Most of the results on the Louisiana ballot this year came as no surprise.
President-elect Donald Trump won 60.2% of the popular vote, up from 58.5% in his 2020 run.
Orleans Parish, however, secured 82% of the vote for Vice President Kamala Harris, a 1% drop from the 2020 race vote for President Joe Biden.
“Statewide, we’re certainly becoming much more Republican,” Rosalind Cook, professor of political science at Tulane University, said.
Democratic incumbent Rep. Troy Carter kept his seat in the U.S. House of Representatives with 60.3% of the vote in the 2nd District. Incumbent Republican and Majority Leader Steve Scalise of the 1st District also kept his seat with 66.8% of the vote.
Cook usually teaches her classes about the incumbency advantage, meaning those currently occupying a seat are likely to keep that seat in the election. However, there is a worldwide trend reversing this effect, which may partially explain Harris’ loss as the de facto incumbent candidate.
“Incumbency is not what it used to be,” she said.
There were no Senate races in the state this cycle.
More notably, a new amendment was passed to add to the Louisiana Constitution; federal money that the state receives from energy production on the Outer Continental Shelf will be added to the Coastal Protection and Restoration Fund. This ballot measure passed with 73% of the vote.
The majority of every single parish in the state voted in favor of this amendment.
Cook believes the phenomenon is based on a general lack of information regarding the amendment and the popularity of coastal restoration.
“I think less information was better. People decided just to go ahead and vote,” she said.
The city of New Orleans also had its own ballot measures.
A housing trust to support affordable housing won 75% of the vote. Now, 2% of the City of New Orleans’ general fund will be set aside for this trust.
Senior Amalie Getz, a California native, registered to vote in Louisiana for the first time for the 2024 election. In preparation, she took five pages of notes to understand each candidate and measure on her ballot.
Getz voted in support of the housing fund.
“There’s a huge homelessness crisis. I’m also a public health major, and we talk about that in a lot of my classes,” she said.
However, the Bureau of Governmental Research came out against the measure in a 36-page report due to the rigidity of the budget.
“It would unnecessarily limit the City’s budget flexibility as it confronts substantial new costs for personnel, infrastructure and other needs,” the report said. “Other cities with housing trust funds allow their councils far more leeway to adjust the revenue dedications to those funds.”
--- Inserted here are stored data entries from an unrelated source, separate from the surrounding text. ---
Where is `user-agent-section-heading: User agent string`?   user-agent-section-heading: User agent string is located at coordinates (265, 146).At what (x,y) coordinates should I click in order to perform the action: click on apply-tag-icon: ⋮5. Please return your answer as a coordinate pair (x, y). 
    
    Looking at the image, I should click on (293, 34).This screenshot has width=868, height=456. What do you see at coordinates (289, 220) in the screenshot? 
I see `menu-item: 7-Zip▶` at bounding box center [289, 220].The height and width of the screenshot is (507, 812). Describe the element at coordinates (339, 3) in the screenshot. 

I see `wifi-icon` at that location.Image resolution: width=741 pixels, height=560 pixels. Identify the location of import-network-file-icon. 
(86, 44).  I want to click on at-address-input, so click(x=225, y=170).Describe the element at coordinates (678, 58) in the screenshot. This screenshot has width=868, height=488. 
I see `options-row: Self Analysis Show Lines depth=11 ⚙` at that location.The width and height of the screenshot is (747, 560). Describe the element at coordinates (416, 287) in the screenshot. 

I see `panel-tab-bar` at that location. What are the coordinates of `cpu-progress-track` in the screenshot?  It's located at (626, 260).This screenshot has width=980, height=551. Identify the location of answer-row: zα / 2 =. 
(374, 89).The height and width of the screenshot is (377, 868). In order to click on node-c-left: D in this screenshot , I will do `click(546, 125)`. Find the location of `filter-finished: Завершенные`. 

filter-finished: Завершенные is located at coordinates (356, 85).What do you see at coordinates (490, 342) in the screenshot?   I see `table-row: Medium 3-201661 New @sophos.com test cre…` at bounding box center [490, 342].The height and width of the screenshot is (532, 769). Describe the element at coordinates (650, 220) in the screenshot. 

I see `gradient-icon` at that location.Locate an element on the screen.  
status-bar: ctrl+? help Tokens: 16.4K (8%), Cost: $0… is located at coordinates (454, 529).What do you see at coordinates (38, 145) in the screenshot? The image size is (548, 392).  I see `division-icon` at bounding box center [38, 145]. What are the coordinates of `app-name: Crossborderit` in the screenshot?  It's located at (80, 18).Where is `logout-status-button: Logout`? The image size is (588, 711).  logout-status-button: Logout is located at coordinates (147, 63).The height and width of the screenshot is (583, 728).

Cook said that despite negative political analysis, the New Orleans City Council’s good standing in the New Orleans community and promotion of the measure led to its success. Councilmember Lesli Harris proposed the measure.
“The execution of the Housing Trust Fund will be a transparent and effective process with real benefits,” Harris wrote in an Instagram post after the measure passed. “By strengthening our housing inventory, the Housing Trust Fund will ultimately strengthen our entire economy – something that will curb our declining population and bring New Orleanians back home.”
New Orleans voters also passed the “Worker Bill of Rights” amendment which will now be embedded in a document regarding city function. This measure won 80% of the vote.
In Getz’s research, she found that a lot of unions supported the measure. “Who am I to vote against [their interests]?” she said.
The vote was symbolic; the bill of rights is not required for employers, but it outlines rights such as fair wages, paid leave, health care and union rights.
“I didn’t really know how much it was symbolic versus an actual change in legislation, but I would have voted the same either way,” Getz said.
The state of the New Orleans Public School Board is still up in the air; KaTrina Chantelle Griffin was elected to the 4th District seat, but Gabriela Biro and Eric Jones will compete in a runoff election for a seat in the 2nd District.
The board is currently experiencing changes as the past of only charter schools in New Orleans is expanding to include some public schools, such as The Leah Chase School, which became non-charter in August. Griffin, however, was backed by a pro-charter organization, while her ousted opponent Donaldo Batiste wanted the district to run public schools.
All school board candidates were Democrats.
The runoff will take place on Dec. 7, because neither Biro nor Jones won more than half the vote on Nov. 5. The two knocked Chan Tucker out of the race for the 2nd District seat.